A value with the magnitude of x and the sign of y

nextafter

binary

The next representable value after x in the direction of y

copysign carries the magnitude of its first argument through unchanged, so copysign(+inf, -1.0) produces negative infinity and therefore throws std::underflow_error. Likewise fmax and fmin ignore a single NaN, but if their result is an infinity (for example fmax(+inf, 3.0)) the result check still throws.

Fused Multiply-Add

template <non_bounded_float_library_type T>
BOOST_SAFE_NUMBERS_HOST_DEVICE [[nodiscard]] constexpr auto fma(const T x, const T y, const T z) -> T;

Computes x * y + z as a single operation, with a single rounding step.

Scaling Functions

These scale a floating-point value by a power of two using an integer exponent.

template <non_bounded_float_library_type T>
BOOST_SAFE_NUMBERS_HOST_DEVICE [[nodiscard]] constexpr auto ldexp(const T x, const int exp) -> T;

template <non_bounded_float_library_type T>
BOOST_SAFE_NUMBERS_HOST_DEVICE [[nodiscard]] constexpr auto scalbn(const T x, const int exp) -> T;

template <non_bounded_float_library_type T>
BOOST_SAFE_NUMBERS_HOST_DEVICE [[nodiscard]] constexpr auto scalbln(const T x, const long exp) -> T;
Function Description

ldexp

Multiplies x by 2 raised to the power exp

scalbn

Multiplies x by 2 raised to the power exp (equivalent to ldexp on binary radix platforms)

scalbln

As scalbn, but the exponent has type long

A scaled result that overflows to an infinity throws std::overflow_error or std::underflow_error in the same way as the other value functions.

Classification Predicates

These inspect a value and never throw. They are constexpr and noexcept, and delegate to the library’s own constant-evaluation-friendly classification helpers, so they can be used to reason about infinities and NaNs without triggering an exception.

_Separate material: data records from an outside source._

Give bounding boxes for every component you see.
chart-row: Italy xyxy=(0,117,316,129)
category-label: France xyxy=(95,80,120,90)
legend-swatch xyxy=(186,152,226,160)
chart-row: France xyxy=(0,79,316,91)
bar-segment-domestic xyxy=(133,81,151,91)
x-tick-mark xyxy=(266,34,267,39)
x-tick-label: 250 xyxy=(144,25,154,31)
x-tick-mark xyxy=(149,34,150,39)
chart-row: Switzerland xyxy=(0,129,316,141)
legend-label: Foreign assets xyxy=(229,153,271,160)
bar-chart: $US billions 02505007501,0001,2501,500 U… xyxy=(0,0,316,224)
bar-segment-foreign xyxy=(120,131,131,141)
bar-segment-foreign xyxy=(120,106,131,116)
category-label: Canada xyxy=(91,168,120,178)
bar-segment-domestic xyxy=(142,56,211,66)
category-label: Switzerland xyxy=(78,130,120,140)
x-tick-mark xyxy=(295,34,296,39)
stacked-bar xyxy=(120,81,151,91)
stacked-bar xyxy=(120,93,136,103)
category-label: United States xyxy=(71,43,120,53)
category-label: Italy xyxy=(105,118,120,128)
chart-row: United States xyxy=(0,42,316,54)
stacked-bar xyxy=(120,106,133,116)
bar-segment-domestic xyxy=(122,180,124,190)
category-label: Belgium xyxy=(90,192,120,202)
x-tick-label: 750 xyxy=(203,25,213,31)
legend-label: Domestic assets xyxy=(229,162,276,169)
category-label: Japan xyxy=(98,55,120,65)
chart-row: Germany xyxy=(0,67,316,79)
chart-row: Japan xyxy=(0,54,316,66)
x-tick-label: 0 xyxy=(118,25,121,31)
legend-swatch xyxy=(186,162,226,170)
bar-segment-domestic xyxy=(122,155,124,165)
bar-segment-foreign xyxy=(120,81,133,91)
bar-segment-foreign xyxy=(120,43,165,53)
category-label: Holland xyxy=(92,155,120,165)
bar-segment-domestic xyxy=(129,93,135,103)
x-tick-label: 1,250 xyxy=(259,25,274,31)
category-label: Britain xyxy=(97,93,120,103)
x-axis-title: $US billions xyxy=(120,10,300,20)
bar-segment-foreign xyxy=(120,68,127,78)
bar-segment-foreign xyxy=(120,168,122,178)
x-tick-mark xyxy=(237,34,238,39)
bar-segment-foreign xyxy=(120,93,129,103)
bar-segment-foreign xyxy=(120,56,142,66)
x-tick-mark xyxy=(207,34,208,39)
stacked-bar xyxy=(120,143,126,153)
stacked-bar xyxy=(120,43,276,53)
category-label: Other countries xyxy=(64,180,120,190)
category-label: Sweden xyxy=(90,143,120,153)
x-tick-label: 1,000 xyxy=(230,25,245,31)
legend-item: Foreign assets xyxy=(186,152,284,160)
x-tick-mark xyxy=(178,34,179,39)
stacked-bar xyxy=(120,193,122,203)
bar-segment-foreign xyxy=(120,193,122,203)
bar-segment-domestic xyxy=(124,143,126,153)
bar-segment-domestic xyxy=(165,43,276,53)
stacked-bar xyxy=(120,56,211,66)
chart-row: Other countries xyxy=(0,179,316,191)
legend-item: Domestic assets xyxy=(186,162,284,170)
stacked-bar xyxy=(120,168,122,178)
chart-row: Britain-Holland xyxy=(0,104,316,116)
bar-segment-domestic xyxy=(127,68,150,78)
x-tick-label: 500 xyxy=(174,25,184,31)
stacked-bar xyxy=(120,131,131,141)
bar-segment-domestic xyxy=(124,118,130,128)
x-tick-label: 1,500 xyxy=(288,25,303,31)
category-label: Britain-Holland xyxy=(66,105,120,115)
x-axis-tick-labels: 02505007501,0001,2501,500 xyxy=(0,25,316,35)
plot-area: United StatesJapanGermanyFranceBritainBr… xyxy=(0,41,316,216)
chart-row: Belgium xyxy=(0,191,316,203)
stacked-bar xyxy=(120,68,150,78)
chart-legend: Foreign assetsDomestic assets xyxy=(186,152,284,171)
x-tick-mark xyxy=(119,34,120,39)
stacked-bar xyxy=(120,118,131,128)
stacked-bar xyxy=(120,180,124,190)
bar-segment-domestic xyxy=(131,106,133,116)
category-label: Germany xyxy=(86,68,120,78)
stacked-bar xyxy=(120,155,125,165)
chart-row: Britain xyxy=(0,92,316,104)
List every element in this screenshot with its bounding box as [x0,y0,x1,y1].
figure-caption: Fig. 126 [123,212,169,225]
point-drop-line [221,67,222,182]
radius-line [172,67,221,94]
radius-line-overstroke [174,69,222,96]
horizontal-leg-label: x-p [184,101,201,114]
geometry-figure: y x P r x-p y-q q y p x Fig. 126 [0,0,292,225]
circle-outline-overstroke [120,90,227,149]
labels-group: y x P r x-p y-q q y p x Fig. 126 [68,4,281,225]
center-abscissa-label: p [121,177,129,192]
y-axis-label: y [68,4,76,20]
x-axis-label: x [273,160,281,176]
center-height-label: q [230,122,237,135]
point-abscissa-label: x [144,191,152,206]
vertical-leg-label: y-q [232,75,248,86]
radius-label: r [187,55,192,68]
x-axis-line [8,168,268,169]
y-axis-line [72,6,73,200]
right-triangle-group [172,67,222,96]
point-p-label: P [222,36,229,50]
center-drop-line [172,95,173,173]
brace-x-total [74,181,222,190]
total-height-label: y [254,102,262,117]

template <non_bounded_float_library_type T>
BOOST_SAFE_NUMBERS_HOST_DEVICE [[nodiscard]] constexpr auto isnan(const T x) noexcept -> bool;

template <non_bounded_float_library_type T>
BOOST_SAFE_NUMBERS_HOST_DEVICE [[nodiscard]] constexpr auto isinf(const T x) noexcept -> bool;

template <non_bounded_float_library_type T>
BOOST_SAFE_NUMBERS_HOST_DEVICE [[nodiscard]] constexpr auto isfinite(const T x) noexcept -> bool;

template <non_bounded_float_library_type T>
BOOST_SAFE_NUMBERS_HOST_DEVICE [[nodiscard]] constexpr auto isnormal(const T x) noexcept -> bool;

template <non_bounded_float_library_type T>
BOOST_SAFE_NUMBERS_HOST_DEVICE [[nodiscard]] constexpr auto signbit(const T x) noexcept -> bool;

template <non_bounded_float_library_type T>
BOOST_SAFE_NUMBERS_HOST_DEVICE [[nodiscard]] constexpr auto fpclassify(const T x) noexcept -> int;
Function Returns Description

isnan

bool

true if x is NaN

isinf

bool

true if x is positive or negative infinity

isfinite

bool

true if x is neither infinite nor NaN

isnormal

bool

true if x is a normal value (not zero, subnormal, infinite, or NaN)

signbit

bool

true if the sign bit of x is set (including for -0.0 and negative infinity)

fpclassify

int

One of FP_ZERO, FP_SUBNORMAL, FP_NORMAL, FP_INFINITE, or FP_NAN

Comparison Predicates

These perform non-signaling ordered comparisons: they return false (rather than throwing) when an operand is NaN. They are constexpr and noexcept.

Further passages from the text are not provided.